“People do not love those whose eyes show that they are somewhere else”
“7. Some Theories that Arose at the Time 1. The world is merely a dream dreamt by god who is waking after a long sleep. When he is properly awake the world will disappear completely. When the world disappears we will disappear with it and be happy. 2. The world has become sensitive to light. In the same way that prolonged use of, say, penicillin can suddenly result in a dangerous allergy, prolonged exposure of the world to the sun has made it sensitive to light. The advocates of this theory could be seen bustling through the city crowds in their long, hooded black robes. 3. The fact that the world is disappearing has been caused by the sloppy work of the Cartographers and the census takers. Those who filled out their census forms incorrectly would lose those items they had neglected to describe. People overlooked in the census by impatient officials would also disappear. A strong pressure group demanded that a new census be taken quickly before matters got worse.- From the story "Do You Love Me?”
“She held out her hand, like a man. He hesitated, then took the hand and shook it. It was very warm. You could not help but be aware of the wild passage of blood on the other side of its wall, veins, capillaries, sweat glands, tiny factories in the throes of complicated manufacture. [He] looked at the eyes and, knowing how eyes worked, was astonished, not for the first time, at the infinite complexity of Creation, wondering how this thing, this instrument for seeing, could transmit so clearly its entreaty while at the same time—-Look, I am only an eye—-denying that it was doing anything of the sort.”

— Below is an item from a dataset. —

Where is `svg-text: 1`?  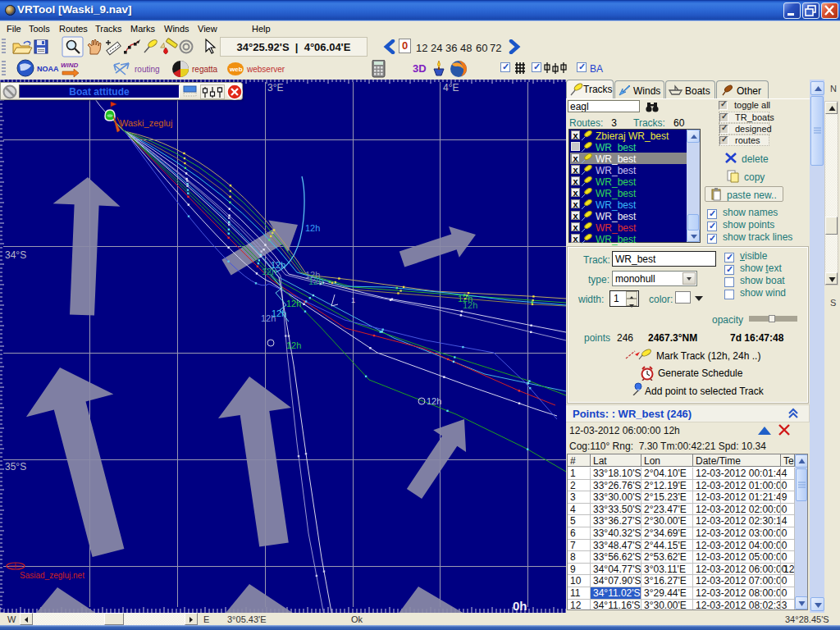
svg-text: 1 is located at coordinates (353, 300).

“If you ever read one of my books I hope you'll think it looks so easy. In fact, I wrote those chapters 20 times over, and over, and over, and that if you want to write at a good level, you'll have to do that too.”
“I did not know that history is like a blood stain that keeps on showing on the wall no matter how many new owners take possession, no matter how many times we pint over it.”

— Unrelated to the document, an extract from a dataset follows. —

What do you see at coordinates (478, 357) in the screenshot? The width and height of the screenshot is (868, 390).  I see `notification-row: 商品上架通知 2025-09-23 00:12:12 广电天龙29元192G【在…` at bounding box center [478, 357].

“His hair was a curling mess and he showed the proper desregard for sartorial elegance which Harry had always seen as a sign of reliability in a person. Neat men always struck him as desperate and ambitious.”

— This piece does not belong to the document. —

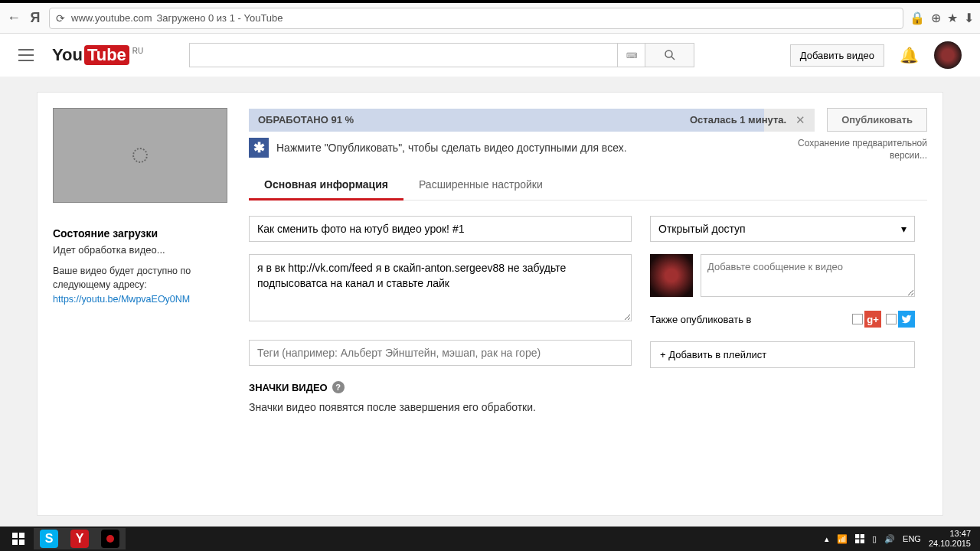 The image size is (980, 551). What do you see at coordinates (440, 229) in the screenshot?
I see `video-title-input` at bounding box center [440, 229].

“She had no criticism of his dress, which was bagged at the knees, dropping at the lapels, rucked around the buttons, while she-although she wore a flowing white cotton-appeared (she knew it and wished it was not so) as starched and pressed as a Baptist in a riding habit.They were different, and yet not ill matched.They had both grown used to the attentions that are the eccentric’s lot-the covert glances, smiles, whispers, worse. Lucinda was accustomed to looking at no one in the street. It was an out-of-focus town of men with seas of bobbing hats.But on this night she felt the streets accept them. She thought: When we are two, they do not notice us. They think us a match. What wisdom does a mob have? It is a hydra, an organism, stupid or dangerous in much of its behaviour, but could it have, in spite of this, a proper judgement about which of its component parts fit best together?They pushed past bold-eyed young women with too many ribbons and jewels, past tight-laced maidens and complacent merchants with their bellies pushing so forcefully against their waistcoats that their shirts showed above their trousers. Lucinda was happy. Her arm rested on Oscar’s arm.She thought: Anyone can see I have been crying. She thought: I have pink eyes like a dormouse. But she did not really care.”